Dodd’s expression indicated that it didn’t take him in. He compressed his lips. Not a bit of it.
“But is this in reality true? Is this what exists and goes on? We people who sit in studies and put in whole hours of our days thinking and joining things together do get a kind of coherence into our ideas about the world. Just because there is leisure and time for us to think. But are you sure that is the Race at all? That is my point. Aren’t we intellectually just a by-product? If you went back to the time of Plato, you would say that the idea of his “Republic” was what was going on in the Mind of the Race then. But I object that that was only the futile fancy of a gentleman of leisure. What was really going on was the gathering up of the Macedonian power to smash through Greece, and then make Greece conquer Asia. Your literature and philosophy are really just the private entertainment of old gentlemen out of the hurly-burly and ambitious young men too delicate to hunt or shoot. Thought is nothing in the world until it begins to operate in will and act, and the history of mankind doesn’t show now, and it never has shown, any consecutive relation to human thinking. The real Mind of the Race is, I submit, something not literary at all, not consecutive, but like the inconsecutive incoherences of an idiot——”

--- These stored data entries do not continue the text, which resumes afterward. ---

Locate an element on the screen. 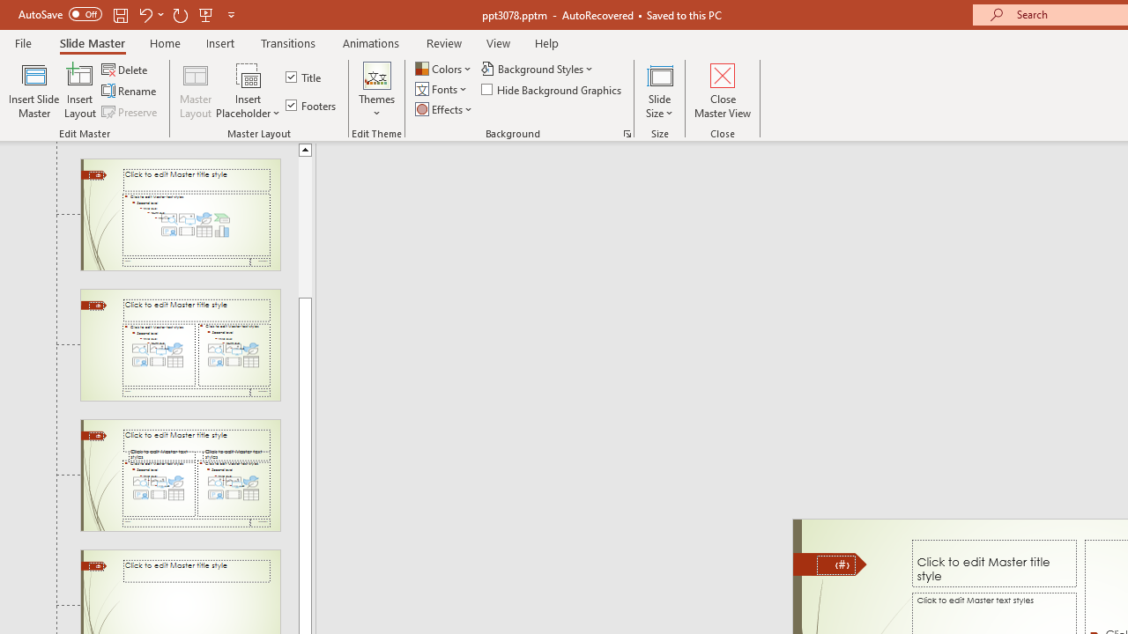  Slide Size is located at coordinates (660, 90). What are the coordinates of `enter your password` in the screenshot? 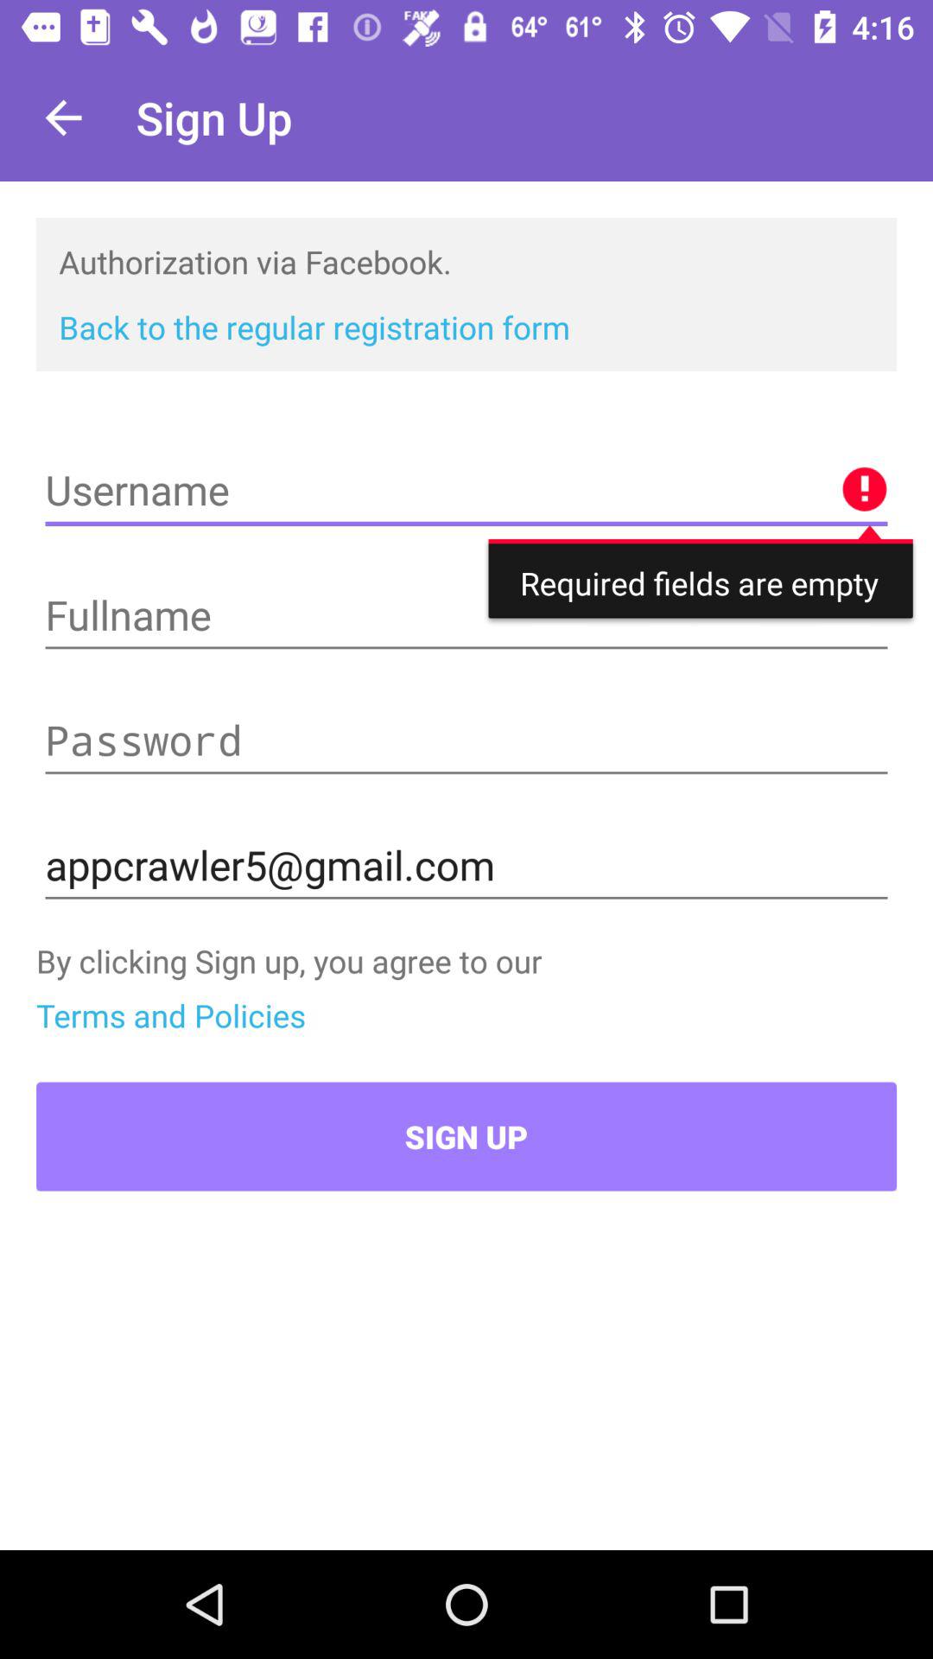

“No,” said Boon, “of a child.”
“You have wars, you have great waves of religious excitement, you have patriotic and imperial delusions, you have ill-conceived and surprising economic changes——”
“As if humanity as a whole were a mere creature of chance and instinct,” said Boon.
“Exactly,” said Wilkins.
“I admit that,” said Boon. “But my case is that sanity grows. That what was ceases to be. The mind of reason gets now out of the study into the market-place.”
“You mean really, Boon, that the Mind of the Race isn’t a mind that is, it is just a mind that becomes.”
“That’s what it’s all about,” said Boon.
“And that is where I want to take you up,” said Wilkins. “I want to suggest that the Mind of the Race may be just a gleam of conscious realization that passes from darkness to darkness——”
“No,” said Boon.
“Why not?”
“Because I will not have it so,” said Boon.